They are medically known as skin abscesses, but we call them boils. I happen to call mine Herman. We’ve all had them: monster zit looking things that move into our faces and start raiding our proverbial refrigerators. They pop up overnight — quite literally — on chins and noses and foreheads. We attack with power scrubs and sea salt soaks and Qtips. They retaliate by getting bigger. They ooze green stuff and blood, and if you ignore them, they won’t go away.
Herman and I met in early October. He popped up just above my nose ring. At the time, I wore a stud and noticed that my piercing kind of hurt and looked a little red. I thought it was a pimple and pretty much ignored it, since the piercing had been healed for quite some time. Or so I thought.

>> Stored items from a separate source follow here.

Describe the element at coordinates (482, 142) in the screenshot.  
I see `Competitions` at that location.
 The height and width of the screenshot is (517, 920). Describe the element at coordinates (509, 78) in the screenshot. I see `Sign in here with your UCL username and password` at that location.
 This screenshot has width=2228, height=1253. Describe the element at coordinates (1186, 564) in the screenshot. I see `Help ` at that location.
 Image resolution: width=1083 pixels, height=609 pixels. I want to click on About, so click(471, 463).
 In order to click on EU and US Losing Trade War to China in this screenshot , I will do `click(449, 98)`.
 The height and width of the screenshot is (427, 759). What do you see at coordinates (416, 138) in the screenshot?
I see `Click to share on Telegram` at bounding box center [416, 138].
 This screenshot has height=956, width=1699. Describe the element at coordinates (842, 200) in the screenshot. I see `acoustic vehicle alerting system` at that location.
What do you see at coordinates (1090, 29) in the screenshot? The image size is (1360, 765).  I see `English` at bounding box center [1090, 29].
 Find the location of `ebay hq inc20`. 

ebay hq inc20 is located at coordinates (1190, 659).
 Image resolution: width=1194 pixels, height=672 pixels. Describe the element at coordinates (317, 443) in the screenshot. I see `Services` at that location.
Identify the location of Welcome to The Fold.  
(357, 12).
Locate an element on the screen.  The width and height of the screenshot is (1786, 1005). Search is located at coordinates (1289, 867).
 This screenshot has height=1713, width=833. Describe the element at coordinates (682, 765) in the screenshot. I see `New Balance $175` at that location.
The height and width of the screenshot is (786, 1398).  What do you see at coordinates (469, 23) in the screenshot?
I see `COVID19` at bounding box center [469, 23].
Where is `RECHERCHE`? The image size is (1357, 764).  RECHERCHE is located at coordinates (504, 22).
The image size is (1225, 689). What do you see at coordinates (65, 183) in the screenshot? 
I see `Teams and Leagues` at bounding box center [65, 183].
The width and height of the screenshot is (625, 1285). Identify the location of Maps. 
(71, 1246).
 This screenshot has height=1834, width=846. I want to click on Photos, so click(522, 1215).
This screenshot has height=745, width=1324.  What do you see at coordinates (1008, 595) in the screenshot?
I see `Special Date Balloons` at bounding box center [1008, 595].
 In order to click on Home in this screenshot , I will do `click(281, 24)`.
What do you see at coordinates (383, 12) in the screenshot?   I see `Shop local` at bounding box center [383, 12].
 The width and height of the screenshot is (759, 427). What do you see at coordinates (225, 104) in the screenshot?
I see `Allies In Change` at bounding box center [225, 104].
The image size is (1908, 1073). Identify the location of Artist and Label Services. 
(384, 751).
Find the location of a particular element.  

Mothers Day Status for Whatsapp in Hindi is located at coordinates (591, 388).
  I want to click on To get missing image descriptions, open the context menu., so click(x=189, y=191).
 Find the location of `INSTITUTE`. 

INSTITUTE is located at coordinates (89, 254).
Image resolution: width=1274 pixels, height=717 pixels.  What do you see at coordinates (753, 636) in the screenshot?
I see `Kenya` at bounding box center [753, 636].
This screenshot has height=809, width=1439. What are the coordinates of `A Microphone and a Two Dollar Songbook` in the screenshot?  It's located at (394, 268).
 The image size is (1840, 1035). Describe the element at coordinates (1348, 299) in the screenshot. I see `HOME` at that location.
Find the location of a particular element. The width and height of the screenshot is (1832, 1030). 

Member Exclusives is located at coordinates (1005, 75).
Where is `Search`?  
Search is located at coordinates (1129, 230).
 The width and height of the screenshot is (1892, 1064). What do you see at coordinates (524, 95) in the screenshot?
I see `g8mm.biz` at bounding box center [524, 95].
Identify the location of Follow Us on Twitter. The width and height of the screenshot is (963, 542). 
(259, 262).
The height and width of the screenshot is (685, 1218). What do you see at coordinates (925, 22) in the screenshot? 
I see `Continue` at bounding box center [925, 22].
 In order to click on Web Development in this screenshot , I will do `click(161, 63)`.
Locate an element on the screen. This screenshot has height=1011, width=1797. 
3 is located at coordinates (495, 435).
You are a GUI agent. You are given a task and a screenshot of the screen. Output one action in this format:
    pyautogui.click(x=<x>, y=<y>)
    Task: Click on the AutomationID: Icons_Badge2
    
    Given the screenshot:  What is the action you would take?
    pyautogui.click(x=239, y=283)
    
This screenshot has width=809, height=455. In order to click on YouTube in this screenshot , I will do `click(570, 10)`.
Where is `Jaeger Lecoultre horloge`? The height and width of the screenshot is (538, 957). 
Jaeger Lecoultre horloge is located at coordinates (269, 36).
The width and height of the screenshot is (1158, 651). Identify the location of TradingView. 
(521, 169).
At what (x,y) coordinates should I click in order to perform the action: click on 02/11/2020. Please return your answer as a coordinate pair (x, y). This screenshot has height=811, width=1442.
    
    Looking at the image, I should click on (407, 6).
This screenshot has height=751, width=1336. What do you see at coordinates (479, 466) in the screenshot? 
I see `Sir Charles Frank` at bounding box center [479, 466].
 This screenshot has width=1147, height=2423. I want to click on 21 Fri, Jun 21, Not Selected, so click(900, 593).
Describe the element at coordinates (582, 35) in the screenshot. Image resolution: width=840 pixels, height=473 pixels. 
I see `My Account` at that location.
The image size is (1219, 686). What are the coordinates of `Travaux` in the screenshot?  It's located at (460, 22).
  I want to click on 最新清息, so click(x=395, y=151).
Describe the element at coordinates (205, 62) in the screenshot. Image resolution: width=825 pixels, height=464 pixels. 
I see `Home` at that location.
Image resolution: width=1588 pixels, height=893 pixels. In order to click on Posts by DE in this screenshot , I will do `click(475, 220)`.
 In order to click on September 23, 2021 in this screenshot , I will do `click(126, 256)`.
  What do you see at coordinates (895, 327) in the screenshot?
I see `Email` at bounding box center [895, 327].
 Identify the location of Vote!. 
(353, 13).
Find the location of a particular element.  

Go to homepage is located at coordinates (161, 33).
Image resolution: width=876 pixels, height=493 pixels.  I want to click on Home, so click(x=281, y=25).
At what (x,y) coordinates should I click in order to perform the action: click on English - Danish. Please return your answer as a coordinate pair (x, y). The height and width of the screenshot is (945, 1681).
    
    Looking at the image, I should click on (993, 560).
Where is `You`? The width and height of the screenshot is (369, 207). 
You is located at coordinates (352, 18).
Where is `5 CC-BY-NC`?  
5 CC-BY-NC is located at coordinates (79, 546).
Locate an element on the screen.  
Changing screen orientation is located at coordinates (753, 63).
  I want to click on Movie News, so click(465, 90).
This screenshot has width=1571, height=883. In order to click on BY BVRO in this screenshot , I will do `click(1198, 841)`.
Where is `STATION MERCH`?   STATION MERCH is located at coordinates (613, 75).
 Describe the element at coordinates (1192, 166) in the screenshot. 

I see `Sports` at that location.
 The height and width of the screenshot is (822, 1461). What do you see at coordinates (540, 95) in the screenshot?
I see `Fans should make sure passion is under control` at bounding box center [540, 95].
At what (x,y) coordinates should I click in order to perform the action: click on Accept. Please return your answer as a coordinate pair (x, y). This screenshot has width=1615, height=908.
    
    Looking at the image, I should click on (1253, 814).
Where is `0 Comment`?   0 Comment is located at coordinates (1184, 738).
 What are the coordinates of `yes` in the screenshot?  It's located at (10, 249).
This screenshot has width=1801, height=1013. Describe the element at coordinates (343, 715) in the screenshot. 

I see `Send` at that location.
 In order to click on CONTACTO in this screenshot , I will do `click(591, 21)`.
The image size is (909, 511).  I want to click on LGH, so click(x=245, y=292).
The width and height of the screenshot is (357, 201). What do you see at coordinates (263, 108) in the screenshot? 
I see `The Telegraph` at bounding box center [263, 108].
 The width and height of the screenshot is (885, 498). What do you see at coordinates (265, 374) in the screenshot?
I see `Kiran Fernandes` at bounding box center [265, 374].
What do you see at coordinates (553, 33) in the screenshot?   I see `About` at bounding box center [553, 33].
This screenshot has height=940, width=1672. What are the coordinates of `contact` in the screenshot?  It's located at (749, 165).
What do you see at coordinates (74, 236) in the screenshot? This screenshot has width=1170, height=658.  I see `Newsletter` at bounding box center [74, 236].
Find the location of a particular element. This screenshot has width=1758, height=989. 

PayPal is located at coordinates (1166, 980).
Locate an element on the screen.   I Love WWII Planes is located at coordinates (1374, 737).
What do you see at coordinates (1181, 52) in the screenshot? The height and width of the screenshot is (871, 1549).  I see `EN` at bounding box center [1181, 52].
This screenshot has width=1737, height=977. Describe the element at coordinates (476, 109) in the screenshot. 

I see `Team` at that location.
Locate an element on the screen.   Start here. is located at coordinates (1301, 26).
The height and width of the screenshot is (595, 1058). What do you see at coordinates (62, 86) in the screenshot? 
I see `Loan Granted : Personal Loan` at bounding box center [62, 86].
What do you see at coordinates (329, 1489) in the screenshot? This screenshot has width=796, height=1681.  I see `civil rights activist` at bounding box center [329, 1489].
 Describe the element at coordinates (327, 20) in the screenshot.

I decided it was high time to get the actual nose ring I wanted instead of a stupid stud, so I went on a hunt at the mall. I finally found a ring that I’m not allergic to at the tattoo and piercing shop. One guy helped me pick out a ring and then their piercer put it in for me (see the TwitPic of it that day here). He told me that I have a keloid scar — a scar formed when new skin continues to scar even after healing — and recommended that I clean it with a tea tree oil based wash and put vitamin E oil on it to help break up the scar tissue. I went crazy trying to find the stuff he recommended, but could only find a Burt’s Bees tea tree oil blemish stick and Burt’s Bees vitamin E and lemon oil. I tried those for a few days and nothing seemed to happen, so next paycheck I went back to the shop and bought their tea tree oil aftercare wash. I asked them again what they thought the thing near my piercing was, and they again said it was a keloid. I didn’t think so, though, so I did hours of research when I got home.
See, keloids are hard, solid, dark or skin colored in appearance, and generally don’t hurt. The thing on my nose was soft, filled with some kind of liquid, and hurt like crazy. A few hours later, I determined that it was actually a boil. Luckily, most websites recommended the tea tree oil treatment, as well as hot compresses and sea salt soaks to draw out the infection — which is what I’ve now been doing, for weeks. This thing has been on my face for a month and recently moved in its wife Ethel and their baby Sweet Pea.
It’s now to the point where strangers are asking me about Herman, and it’s embarrassing (luckily, Ethel and Sweet Pea are hidden by my glasses). The thing is, if it just looked like a pimple, I’d be okay with that. But sometimes it starts to ooze and then crusts over, and I walk around looking like I have some kind of disease. I’ve managed to nearly get rid of it twice; it got really dry and flat, and I vowed to continue cleaning the crap out of it lest it come back… but it came back anyway.
My boil is like fucking Dracula.
I keep doing sea salt soaks. I keep washing it with tea tree oil. It bursts after the hot sea salt soak compresses, so then I clean it out with either more sea salt soak water, or the tea tree oil aftercare wash. Sometimes, after draining pus, it also drains blood, which is supposed to be a good thing, according to my research… so why won’t it go away?
I give up. Well, not really; it is, after all, my face. Like Casey said, if it wasn’t on my face, I wouldn’t care so much.
(Yes, that is how I look in the morning after washing my face and draining a boil for the nineteen-millionth time.)
Have you ever had a boil? How did you make it go away? Have I reached that point where I need to cry “uncle” and get an antibiotic?